Lesson 10 of 15

Gradient Descent Step

Updating the Weights

Once we have gradients LW\frac{\partial \mathcal{L}}{\partial W} and Lb\frac{\partial \mathcal{L}}{\partial \mathbf{b}}, we update the parameters by taking a step opposite to the gradient:

WWηLWW \leftarrow W - \eta \cdot \frac{\partial \mathcal{L}}{\partial W}

bbηLb\mathbf{b} \leftarrow \mathbf{b} - \eta \cdot \frac{\partial \mathcal{L}}{\partial \mathbf{b}}

Where η\eta (eta) is the learning rate — how large a step to take.

Choosing the Learning Rate

  • Too large: loss oscillates or diverges (overshoot the minimum)
  • Too small: training is unnecessarily slow
  • Just right: loss decreases smoothly

Typical starting values: 0.10.1 for small networks, 10310^{-3} for deep networks with Adam.

Gradient Descent Update

For a layer with weight matrix WW (shape m×nm \times n) and bias vector b\mathbf{b} (length mm):

WjkWjkηLWjkW_{jk} \leftarrow W_{jk} - \eta \cdot \frac{\partial \mathcal{L}}{\partial W_{jk}}

bjbjηLbjb_j \leftarrow b_j - \eta \cdot \frac{\partial \mathcal{L}}{\partial b_j}

Your Task

Implement gradient_step(weights, biases, dw, db, lr) that returns updated (new_weights, new_biases).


- _What you will do_
In the records below, which lines include "dprime"? Copy them.

[Figure content listings]
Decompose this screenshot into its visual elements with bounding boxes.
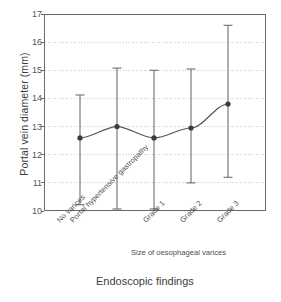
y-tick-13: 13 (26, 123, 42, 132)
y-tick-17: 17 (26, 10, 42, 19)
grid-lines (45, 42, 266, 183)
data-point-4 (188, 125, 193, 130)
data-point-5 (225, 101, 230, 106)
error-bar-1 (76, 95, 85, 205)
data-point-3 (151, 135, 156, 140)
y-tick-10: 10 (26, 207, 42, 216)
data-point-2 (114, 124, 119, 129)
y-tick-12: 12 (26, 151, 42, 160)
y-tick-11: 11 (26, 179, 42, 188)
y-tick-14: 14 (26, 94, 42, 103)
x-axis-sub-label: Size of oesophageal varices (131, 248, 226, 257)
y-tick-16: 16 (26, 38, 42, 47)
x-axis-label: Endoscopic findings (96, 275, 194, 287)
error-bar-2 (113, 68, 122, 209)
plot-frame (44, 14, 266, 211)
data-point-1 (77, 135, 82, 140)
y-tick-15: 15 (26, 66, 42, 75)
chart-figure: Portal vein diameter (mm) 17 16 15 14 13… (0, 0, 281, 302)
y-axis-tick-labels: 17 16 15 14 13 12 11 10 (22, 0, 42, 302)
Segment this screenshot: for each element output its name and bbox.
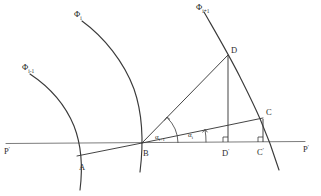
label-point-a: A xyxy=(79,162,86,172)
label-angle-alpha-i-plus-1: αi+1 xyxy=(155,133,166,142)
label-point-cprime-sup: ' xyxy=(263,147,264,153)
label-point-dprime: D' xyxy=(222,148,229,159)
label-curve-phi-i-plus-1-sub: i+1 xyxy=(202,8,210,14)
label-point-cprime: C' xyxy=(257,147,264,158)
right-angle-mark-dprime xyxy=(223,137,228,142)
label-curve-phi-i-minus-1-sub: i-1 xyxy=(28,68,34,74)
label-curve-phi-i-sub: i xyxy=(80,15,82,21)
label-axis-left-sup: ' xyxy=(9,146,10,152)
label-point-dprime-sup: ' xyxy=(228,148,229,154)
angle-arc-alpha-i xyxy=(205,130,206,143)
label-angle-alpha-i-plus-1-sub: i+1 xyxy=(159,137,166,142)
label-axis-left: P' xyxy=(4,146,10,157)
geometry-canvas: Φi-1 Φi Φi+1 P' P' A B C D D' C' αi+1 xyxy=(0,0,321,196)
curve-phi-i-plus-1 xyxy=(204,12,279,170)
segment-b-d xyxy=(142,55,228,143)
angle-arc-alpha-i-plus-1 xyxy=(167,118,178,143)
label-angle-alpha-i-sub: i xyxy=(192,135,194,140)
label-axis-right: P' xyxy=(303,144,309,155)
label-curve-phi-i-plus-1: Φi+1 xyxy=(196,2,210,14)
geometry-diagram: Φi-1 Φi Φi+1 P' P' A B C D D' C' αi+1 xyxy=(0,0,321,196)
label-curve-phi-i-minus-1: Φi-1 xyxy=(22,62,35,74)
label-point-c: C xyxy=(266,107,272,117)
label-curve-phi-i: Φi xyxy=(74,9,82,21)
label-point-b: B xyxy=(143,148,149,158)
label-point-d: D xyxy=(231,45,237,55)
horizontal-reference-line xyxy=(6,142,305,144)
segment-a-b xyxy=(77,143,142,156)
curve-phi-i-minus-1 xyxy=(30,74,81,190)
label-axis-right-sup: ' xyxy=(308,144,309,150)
--
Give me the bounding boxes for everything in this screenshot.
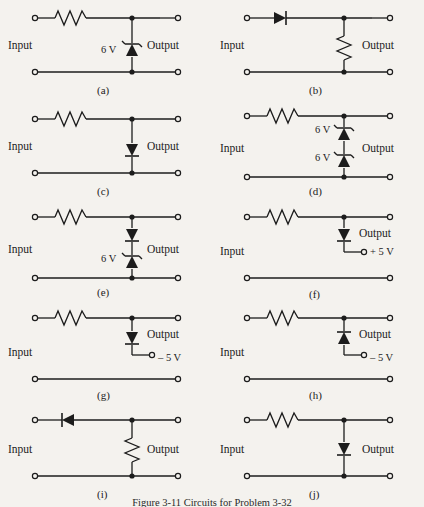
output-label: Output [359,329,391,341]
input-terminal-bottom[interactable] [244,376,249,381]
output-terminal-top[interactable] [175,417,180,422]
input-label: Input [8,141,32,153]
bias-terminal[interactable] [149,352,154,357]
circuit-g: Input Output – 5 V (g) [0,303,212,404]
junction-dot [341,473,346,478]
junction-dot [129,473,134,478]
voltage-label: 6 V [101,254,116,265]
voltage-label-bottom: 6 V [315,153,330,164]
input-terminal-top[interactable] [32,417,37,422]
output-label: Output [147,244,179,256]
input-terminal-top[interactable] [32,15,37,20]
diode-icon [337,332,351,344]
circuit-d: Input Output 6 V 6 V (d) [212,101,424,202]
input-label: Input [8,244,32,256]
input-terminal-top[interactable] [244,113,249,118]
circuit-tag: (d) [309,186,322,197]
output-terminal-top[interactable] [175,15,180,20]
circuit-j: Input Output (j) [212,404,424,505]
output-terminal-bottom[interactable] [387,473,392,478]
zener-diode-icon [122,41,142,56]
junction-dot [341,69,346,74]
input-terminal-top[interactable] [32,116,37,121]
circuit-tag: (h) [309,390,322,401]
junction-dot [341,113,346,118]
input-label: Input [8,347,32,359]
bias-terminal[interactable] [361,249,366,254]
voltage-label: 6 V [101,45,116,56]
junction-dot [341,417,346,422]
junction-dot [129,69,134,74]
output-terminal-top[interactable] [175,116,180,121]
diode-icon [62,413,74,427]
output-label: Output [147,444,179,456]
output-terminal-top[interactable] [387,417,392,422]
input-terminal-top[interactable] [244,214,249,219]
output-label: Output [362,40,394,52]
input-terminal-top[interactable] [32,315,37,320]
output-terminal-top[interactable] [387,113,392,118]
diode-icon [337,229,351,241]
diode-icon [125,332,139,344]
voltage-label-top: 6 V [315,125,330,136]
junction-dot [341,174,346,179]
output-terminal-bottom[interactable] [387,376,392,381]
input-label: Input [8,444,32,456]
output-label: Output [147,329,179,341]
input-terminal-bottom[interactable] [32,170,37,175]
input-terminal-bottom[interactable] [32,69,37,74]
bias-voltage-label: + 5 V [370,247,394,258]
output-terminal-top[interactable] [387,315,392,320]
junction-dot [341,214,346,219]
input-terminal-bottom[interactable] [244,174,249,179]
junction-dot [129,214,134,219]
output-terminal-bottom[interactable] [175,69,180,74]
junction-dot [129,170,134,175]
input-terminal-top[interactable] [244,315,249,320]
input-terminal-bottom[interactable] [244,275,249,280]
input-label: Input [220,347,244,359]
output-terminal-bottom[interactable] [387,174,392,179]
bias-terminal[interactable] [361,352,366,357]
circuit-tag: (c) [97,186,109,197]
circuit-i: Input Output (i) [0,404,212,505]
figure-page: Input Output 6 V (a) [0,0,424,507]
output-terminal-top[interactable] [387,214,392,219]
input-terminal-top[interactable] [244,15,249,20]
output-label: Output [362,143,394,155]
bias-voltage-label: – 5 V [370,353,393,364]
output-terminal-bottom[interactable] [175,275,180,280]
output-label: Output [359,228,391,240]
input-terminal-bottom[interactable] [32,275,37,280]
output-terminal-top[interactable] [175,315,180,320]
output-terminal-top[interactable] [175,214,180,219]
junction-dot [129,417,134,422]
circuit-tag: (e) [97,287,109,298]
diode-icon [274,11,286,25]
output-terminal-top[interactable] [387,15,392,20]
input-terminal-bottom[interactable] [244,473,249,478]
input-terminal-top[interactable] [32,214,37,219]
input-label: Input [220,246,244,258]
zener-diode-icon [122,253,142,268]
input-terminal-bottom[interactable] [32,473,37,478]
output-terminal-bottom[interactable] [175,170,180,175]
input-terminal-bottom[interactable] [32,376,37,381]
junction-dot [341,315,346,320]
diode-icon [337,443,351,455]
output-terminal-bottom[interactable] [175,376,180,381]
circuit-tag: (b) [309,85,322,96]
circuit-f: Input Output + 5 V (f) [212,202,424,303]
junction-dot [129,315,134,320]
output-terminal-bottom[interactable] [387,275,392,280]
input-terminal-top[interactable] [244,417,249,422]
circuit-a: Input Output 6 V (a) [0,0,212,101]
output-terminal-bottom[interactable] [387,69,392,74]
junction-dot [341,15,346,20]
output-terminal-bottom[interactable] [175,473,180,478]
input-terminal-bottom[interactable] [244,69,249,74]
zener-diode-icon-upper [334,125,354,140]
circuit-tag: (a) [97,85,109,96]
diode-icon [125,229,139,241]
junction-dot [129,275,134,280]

- _The answer_
label-point-dprime: D' xyxy=(222,148,229,159)
right-angle-mark-dprime xyxy=(223,137,228,142)
label-point-dprime-sup: ' xyxy=(228,148,229,154)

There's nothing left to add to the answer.